50 Years of Interstate Construction
President Eisenhower championed the construction of the interstate highway system.Jacobs had, as the cliche goes, an axe to grind about the theories that led to the interstate highway system and the ignored human and community costs with these improvements for a “public good.”
That was evident in the work she published late in the 1950s and early 1960s that The Death and Life of Great American Cities collected, contemporaneous to the system’s genesis. 50 years later, she’s still bringing it up.
Yesterday, I highlighted her comments regarding our shortsighted jettisoning of the streetcars and the consequent impact on family and community life. She promises to come back to the point, and does:
The shortsighted destruction of community in America was easily trumped by the righteousness of full employment. “Credentialing versus educating,” Dark Age Ahead (p59)
Jacobs gets back to this point in a roundabout way as she is discussing the shift in university business from education to credentialing. I’ll save more on that for tomorrow.
Credentialing, she claims, is an indirect outcome of the Great Depression. She draws the same line between that era and the overwhelming good of full employment - which highway projects were purported to assist. We sacrificed much to achieve full employment - including the communities these interstates bisected and the way of life we replaced with automobile “freedom.”
The picture is substantially more complicated than she painted it back in the Introduction to Death and Life. She tore into the planning theories encouraging decentralization and Corbusian towers (and the highways that feed them).
It’s no longer just about theory. She’s witnessed much over 40-50 years of sprawl. As an economist, she’s observed the financial, social, and even psychological incentives that fueled decentralization, or sprawl. So, I’ll try and collect a list of these incentives as she brings them up.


Below are the records; copy out every line that holds the word "elements".

◆ LISTED RECORDS ◆
******************************
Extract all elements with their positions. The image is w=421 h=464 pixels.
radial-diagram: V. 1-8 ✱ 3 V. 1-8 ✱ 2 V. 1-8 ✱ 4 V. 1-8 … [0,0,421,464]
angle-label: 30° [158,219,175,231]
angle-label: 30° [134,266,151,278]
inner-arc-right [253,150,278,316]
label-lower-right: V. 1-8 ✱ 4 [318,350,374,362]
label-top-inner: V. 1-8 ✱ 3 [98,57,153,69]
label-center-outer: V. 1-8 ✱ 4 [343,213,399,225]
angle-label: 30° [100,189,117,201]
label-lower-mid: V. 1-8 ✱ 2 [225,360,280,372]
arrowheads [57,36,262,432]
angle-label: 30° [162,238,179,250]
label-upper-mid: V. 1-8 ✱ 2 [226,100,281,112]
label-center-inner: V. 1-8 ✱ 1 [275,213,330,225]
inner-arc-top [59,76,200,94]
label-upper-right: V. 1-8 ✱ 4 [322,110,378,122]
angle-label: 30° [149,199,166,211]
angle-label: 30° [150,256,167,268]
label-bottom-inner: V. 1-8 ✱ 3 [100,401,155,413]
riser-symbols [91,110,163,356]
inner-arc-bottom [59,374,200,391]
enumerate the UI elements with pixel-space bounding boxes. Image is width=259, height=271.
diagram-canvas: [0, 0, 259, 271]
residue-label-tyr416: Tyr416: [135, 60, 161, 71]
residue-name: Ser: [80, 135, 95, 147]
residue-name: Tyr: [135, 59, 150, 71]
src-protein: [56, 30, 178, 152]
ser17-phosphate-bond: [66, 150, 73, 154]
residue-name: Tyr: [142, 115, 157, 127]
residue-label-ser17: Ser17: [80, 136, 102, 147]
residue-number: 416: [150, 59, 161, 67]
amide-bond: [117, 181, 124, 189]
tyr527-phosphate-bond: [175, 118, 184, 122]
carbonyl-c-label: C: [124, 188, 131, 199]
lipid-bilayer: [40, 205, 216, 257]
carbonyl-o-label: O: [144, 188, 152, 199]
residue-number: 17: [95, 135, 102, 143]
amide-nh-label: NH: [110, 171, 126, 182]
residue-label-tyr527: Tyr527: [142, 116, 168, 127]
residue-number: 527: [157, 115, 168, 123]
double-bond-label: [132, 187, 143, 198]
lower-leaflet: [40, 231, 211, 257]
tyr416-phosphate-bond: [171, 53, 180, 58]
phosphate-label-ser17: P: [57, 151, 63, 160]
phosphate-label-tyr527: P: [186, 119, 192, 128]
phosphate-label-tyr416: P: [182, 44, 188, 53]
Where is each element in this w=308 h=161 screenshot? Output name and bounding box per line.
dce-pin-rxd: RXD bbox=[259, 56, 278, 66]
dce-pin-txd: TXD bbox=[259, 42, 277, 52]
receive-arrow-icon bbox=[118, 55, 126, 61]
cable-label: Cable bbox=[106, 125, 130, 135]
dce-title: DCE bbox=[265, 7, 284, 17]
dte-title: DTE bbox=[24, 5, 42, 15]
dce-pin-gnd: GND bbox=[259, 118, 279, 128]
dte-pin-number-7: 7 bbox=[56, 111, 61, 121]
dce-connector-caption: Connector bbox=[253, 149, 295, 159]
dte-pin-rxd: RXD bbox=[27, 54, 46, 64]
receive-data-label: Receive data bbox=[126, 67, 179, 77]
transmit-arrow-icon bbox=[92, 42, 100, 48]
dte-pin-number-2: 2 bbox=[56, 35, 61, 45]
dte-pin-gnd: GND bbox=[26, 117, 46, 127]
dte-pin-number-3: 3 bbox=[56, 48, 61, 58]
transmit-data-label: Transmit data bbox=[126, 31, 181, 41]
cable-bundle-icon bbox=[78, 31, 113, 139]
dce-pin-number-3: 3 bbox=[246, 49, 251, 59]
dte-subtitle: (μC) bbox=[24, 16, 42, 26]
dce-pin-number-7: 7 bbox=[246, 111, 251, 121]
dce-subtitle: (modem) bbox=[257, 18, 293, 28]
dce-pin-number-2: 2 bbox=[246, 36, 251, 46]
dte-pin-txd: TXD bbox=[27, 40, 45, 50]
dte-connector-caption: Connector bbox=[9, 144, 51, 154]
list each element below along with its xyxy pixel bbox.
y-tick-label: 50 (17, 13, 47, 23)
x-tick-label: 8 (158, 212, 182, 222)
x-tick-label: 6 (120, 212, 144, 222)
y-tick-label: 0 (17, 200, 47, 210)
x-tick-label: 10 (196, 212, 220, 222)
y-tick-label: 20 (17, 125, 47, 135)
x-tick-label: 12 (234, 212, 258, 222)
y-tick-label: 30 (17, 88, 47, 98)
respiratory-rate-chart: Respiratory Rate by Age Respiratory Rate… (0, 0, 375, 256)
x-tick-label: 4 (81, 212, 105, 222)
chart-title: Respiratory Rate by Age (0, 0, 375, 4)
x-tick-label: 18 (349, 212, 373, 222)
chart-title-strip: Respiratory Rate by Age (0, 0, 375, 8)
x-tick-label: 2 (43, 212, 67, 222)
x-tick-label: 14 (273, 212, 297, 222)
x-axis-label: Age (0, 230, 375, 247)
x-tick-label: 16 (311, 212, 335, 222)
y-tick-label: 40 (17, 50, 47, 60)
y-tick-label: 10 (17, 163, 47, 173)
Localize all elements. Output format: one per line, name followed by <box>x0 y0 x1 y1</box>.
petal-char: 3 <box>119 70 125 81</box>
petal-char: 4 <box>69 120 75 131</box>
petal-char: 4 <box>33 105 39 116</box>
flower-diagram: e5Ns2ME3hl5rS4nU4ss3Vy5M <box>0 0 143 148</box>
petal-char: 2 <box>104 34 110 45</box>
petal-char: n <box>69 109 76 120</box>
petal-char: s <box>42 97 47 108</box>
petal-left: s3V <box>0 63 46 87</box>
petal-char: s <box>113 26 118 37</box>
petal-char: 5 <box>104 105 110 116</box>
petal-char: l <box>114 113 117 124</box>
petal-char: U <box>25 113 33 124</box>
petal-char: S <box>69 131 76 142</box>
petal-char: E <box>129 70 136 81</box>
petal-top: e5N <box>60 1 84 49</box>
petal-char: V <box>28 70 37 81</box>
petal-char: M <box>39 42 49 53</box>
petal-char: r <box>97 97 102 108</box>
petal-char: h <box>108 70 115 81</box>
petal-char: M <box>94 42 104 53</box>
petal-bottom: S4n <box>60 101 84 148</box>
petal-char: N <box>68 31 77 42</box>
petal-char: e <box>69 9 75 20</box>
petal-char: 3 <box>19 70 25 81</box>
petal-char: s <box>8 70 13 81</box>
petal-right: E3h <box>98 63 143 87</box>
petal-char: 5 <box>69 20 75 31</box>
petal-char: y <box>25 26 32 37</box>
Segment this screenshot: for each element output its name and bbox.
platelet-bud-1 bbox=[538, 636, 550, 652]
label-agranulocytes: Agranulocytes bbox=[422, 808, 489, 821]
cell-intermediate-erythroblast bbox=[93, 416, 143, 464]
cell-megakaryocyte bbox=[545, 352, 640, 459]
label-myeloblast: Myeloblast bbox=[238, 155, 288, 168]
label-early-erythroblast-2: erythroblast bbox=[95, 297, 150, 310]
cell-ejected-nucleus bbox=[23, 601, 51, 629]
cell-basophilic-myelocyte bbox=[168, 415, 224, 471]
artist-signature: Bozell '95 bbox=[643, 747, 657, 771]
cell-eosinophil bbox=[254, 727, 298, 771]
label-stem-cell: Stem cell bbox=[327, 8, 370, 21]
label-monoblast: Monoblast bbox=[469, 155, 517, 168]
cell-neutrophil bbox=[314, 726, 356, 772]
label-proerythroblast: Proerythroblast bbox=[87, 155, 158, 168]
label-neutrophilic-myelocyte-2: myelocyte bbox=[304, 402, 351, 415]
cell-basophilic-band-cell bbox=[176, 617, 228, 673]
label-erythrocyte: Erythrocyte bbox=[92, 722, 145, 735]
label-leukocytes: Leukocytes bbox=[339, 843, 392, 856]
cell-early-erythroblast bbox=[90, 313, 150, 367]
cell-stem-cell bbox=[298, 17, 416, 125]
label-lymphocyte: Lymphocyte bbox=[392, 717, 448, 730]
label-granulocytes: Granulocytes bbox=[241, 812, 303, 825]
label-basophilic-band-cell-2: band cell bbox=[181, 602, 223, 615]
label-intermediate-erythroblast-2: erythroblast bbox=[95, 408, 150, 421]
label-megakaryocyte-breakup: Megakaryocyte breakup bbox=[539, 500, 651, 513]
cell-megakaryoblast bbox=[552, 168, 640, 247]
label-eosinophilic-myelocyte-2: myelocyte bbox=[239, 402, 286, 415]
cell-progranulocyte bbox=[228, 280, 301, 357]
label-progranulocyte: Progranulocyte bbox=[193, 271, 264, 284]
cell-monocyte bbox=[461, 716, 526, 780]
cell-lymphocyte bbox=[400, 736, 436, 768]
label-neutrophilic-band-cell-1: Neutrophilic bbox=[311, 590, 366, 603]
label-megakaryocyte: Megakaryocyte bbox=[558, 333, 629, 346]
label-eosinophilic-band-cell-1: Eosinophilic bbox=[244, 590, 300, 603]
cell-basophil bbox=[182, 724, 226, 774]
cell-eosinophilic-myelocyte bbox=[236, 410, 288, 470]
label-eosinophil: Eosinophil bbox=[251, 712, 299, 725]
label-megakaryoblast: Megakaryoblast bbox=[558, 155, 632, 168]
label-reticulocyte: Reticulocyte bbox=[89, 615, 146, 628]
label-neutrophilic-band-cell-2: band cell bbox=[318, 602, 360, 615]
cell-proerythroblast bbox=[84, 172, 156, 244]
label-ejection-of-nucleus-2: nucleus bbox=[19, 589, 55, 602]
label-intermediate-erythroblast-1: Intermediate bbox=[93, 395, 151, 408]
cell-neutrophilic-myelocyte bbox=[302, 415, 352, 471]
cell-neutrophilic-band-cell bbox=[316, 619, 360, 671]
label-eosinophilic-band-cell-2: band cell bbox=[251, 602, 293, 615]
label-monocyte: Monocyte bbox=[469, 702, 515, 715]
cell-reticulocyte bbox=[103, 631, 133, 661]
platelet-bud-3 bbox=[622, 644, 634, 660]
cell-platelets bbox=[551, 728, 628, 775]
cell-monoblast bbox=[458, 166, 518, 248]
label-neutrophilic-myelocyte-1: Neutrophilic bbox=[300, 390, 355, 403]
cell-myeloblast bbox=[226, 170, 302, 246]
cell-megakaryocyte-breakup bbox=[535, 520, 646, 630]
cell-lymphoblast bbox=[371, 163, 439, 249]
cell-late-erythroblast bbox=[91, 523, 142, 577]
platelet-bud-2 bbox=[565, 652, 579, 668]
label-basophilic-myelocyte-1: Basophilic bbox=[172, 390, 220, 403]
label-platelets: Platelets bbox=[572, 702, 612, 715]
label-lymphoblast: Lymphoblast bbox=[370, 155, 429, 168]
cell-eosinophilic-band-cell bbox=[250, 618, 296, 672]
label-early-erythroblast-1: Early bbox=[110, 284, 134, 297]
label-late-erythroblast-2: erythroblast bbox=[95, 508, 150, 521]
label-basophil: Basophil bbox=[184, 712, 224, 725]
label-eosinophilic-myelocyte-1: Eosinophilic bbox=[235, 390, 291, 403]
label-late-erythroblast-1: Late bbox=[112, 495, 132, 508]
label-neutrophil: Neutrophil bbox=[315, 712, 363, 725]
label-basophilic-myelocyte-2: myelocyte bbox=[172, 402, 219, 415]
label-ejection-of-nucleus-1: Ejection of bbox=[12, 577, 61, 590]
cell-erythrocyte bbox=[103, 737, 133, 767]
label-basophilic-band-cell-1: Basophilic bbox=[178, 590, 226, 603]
******************************
◆ ANSWER TO THE PROBLEM ◆
Extract all elements with their positions. The image is w=421 h=464 pixels.
enumerate the UI elements with pixel-space bounding boxes. Image is width=259, height=271.
Localize all elements. Output format: one per line, name followed by <box>x0 y0 x1 y1</box>.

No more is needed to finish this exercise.